The boy, swallowing visibly in his throat, fixed his slightly protruding eyes on his uncle’s face. He was about to speak, but he remained for a long time, silent and goggling. That was a Christopher Tietjens trick – not a Tietjens family trick. To gaze at you a long time before speaking. Christopher had it, no doubt, from his mother – exaggeratedly. She would gaze at you for a long time. Not unpleasantly of course. But Christopher had always
irritated
him, even as a small boy… . It is possible that he, Mark, himself, might not be as he was if Christopher hadn’t gazed at him for a long time, like a stuck pig. On the morning of that beastly day. Armistice Day… . Beastly.

Cramp’s eldest son, a bugler in the second Hampshires, went down the path, his bugle shining behind his khaki figure. Now they would make a beastly row with that instrument. On Armistice Day they had played the Last Post on the steps of the church under Marie Léonie’s windows… . The Last Post! … The Last of England! He remembered thinking that. He had not by then had the full terms of that surrender, but he had had a dose enough of Christopher’s stuck-piggedness! … A full dose! He didn’t say he didn’t deserve it. If you make mistakes you must take what you get for it. You shouldn’t make mistakes.
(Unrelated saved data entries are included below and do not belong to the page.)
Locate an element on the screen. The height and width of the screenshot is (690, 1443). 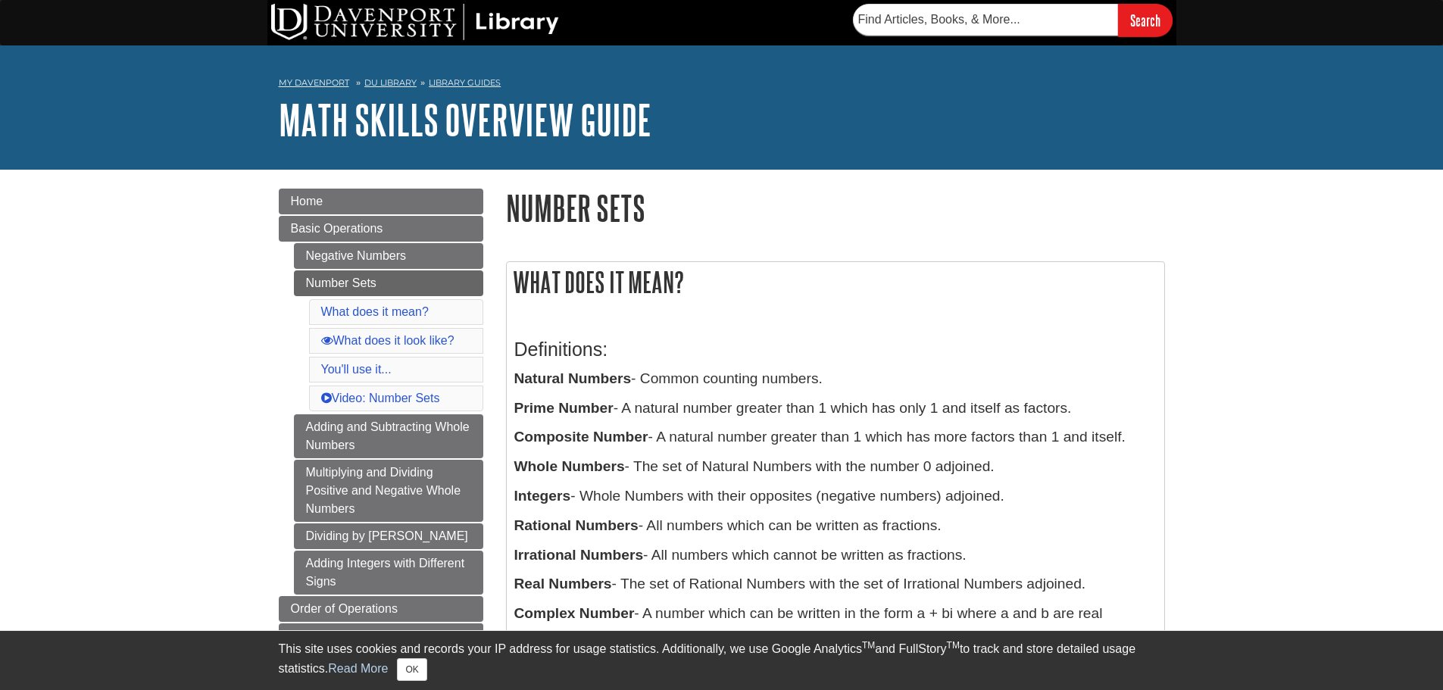
span: Order of Operations is located at coordinates (344, 608).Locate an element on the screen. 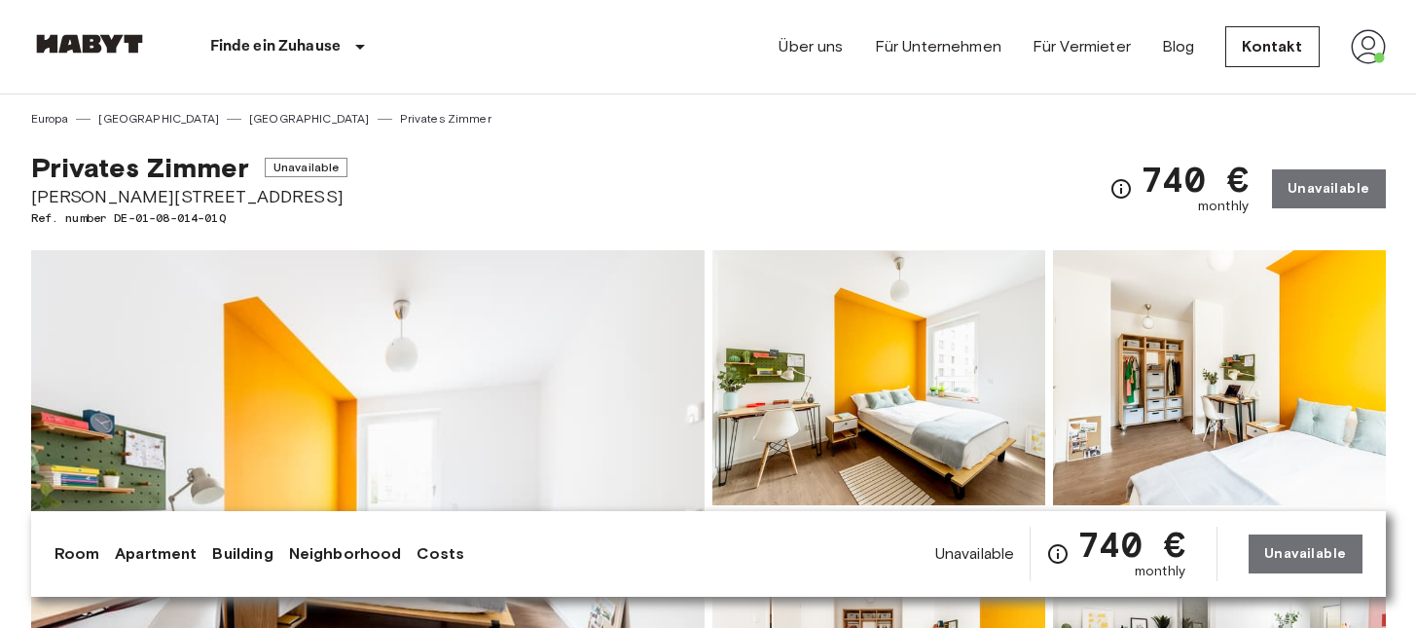 This screenshot has height=628, width=1416. a: Für Unternehmen is located at coordinates (938, 47).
The boy at the foot of the bed was making agonised motions with his throat: swallowing at his Adam’s apple.

He said:

‘I can understand, uncle, that you hate to see us. All the same it seems a little severe to refuse to speak to us!’

Mark wondered a little at the breakdown in communications that there must have been. Sylvia had been spying round that property and round and round and round again. She had had renewed interviews with Mrs. Cramp. It had struck him as curious taste to like to reveal to dependants – to reveal and to dwell upon, the fact that you were distasteful to your husband. If his woman had left him he would have preferred to hold his tongue about it. He certainly would not have gone caterwauling about it to the carpenter of the man she had taken up with. Still, there was no accounting for tastes. Sylvia had, no doubt, been so full of her own griefs that she, very likely, had not listened to what Mrs. Cramp had said about his, Mark’s, condition. During the one or two interviews he had had years ago with that bitch she had been like that. She had sailed in with her grievances against Christopher with such vigour that she had gone away with no ideas at all as to the conditions on which she was to be allowed to inhabit Groby. Obviously it taxed her mind to invent what she invented. You could not invent that sort of sex-cruelty stuff without having your mind a little affected. She could not, for instance, have invented the tale that he, Mark,
was
suffering for the sins of his youth without its taking it out of her. That is the ultimate retribution of Providence on those who invent gossip frequently. They go a little dotty… . The fellow – he could not call his name to mind, half Scotch, half Jew – who had told him the worst tales against Christopher, had gone a little dotty. He had grown a beard and wore a top-hat at inappropriate functions. Well, in effect, Christopher was a saint and Provvy invents retributions of an ingenious kind against those who libel saints.